Journey to the Warm Heart of Africa

I left the US on June 26th aboard a flight from SFO to CDG, not to return until 2014.

I was on my way to Bordeaux, for a first-mission training in the procedures and policies of Medecins Sans Frontiers, the highly reputed NGO focused on medical aid during crises.

After the training, I would head to Malawi, as Base Logistician to support the fight against the global HIV/AIDS pandemic.

I spent Friday night on the plane, preparing my French over dinner with the couple sitting next to me.  The morning saw me negotiating my way through CDG, familiar from the show that I took on tour through France a couple years ago.  I arrived successfully at the hotel, which was very near the Bastille, despite Paris' best attempts to hide every address and disorient all people.  I'm not sure how Paris happened, but it is a good indicator of the differences in age and history between US and European cities.  And they brag about the good city planning instituted with the wide boulevards...  Dear Paris, meet Chicago.

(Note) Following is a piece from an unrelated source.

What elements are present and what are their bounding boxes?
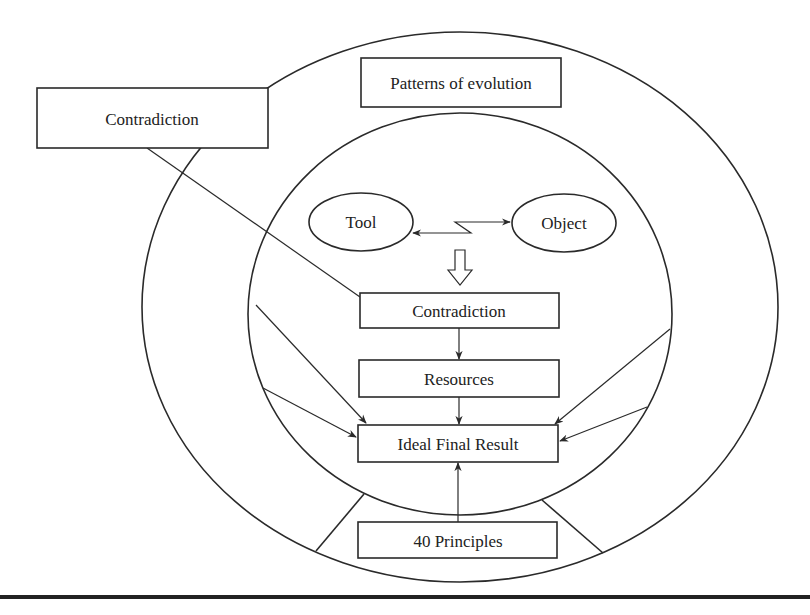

Sunday saw me getting on a train to Bordeaux, with a wide tour of the various means of public transportation of France, from downtown Paris to peripheral suburban Bordeaux.  After a few days of privacy, introspection and silence, I was plunged into a group of 10 French-speaking men and the instructor, ready to learn the intricate technicalities of electricity, water sanitation and other systems that I would be maintaining in the field.  Oh my.

The schedule was intense, with 10 hours of instruction in French, punctuated by a 2-hour meal break filled with stereotypically intense arguments about anything from policy to rules to politics to weather.  In French.  Oh my.

With the help of a dictionary on my phone, a glazed look, a couple quick questions to sympathetic English-speaking French classmates and lots of concentration, I came away much the wiser.  And much more confused.

Then back to Paris, for a briefing about what I was about to find in the field, then onward to Malawi.  To my first mission with MSF.

And the mission is in English.

Whew.

After a day and a half of meetings, in a combination of French and English, I again headed to CDG and made my way to Malawi.

This included a one-hour layover in Amsterdam (my first time to Holland!) which consisted of a dash through customs (meeting some very un-forthcoming Dutch immigration officers) and a few superfluous security screenings (does this count as a visit to the country?).  I boarded my Air Kenya flight to Nairobi to rocking music from the African diaspora, and settled in for another red-eye.

I was woken up for breakfast at 3am, a considerate two hours before we landed.  That was the start to a very cranky day.  At the Nairobi airport, I had enough time to sleepwalk to the bathroom, the waiting area then the gate (again with more superfluous security) and fall asleep.

I dreamed I was at the gate waiting.  I've never had this happen before, and since I was both at the gate waiting and dreaming that I was at the gate waiting, my mind was at peace and I wasn't monitoring my surroundings for updates.  My mind thought I was totally on it.  I jolted awake in time to be disoriented, find a line of people waiting to board, find out the flight was delayed for 15 minutes, and with plenty of time for my stomach to drop and be certain I had missed my flight.

I hadn't, but my day got worse by one notch.  Grumble, grumble.

After an uncertain wait (are you SURE my plane hasn't departed??), I boarded (the plane was also going to multiple destinations, so are you SURE this is my plane??) and, once assured everything was ok with my flight, my boarding pass and my destination, I fell asleep.

I woke to the wheels touching down in Malawi, and I set foot on the tarmac in Lilongwe.

Welcome home, to the Warm Heart of Africa.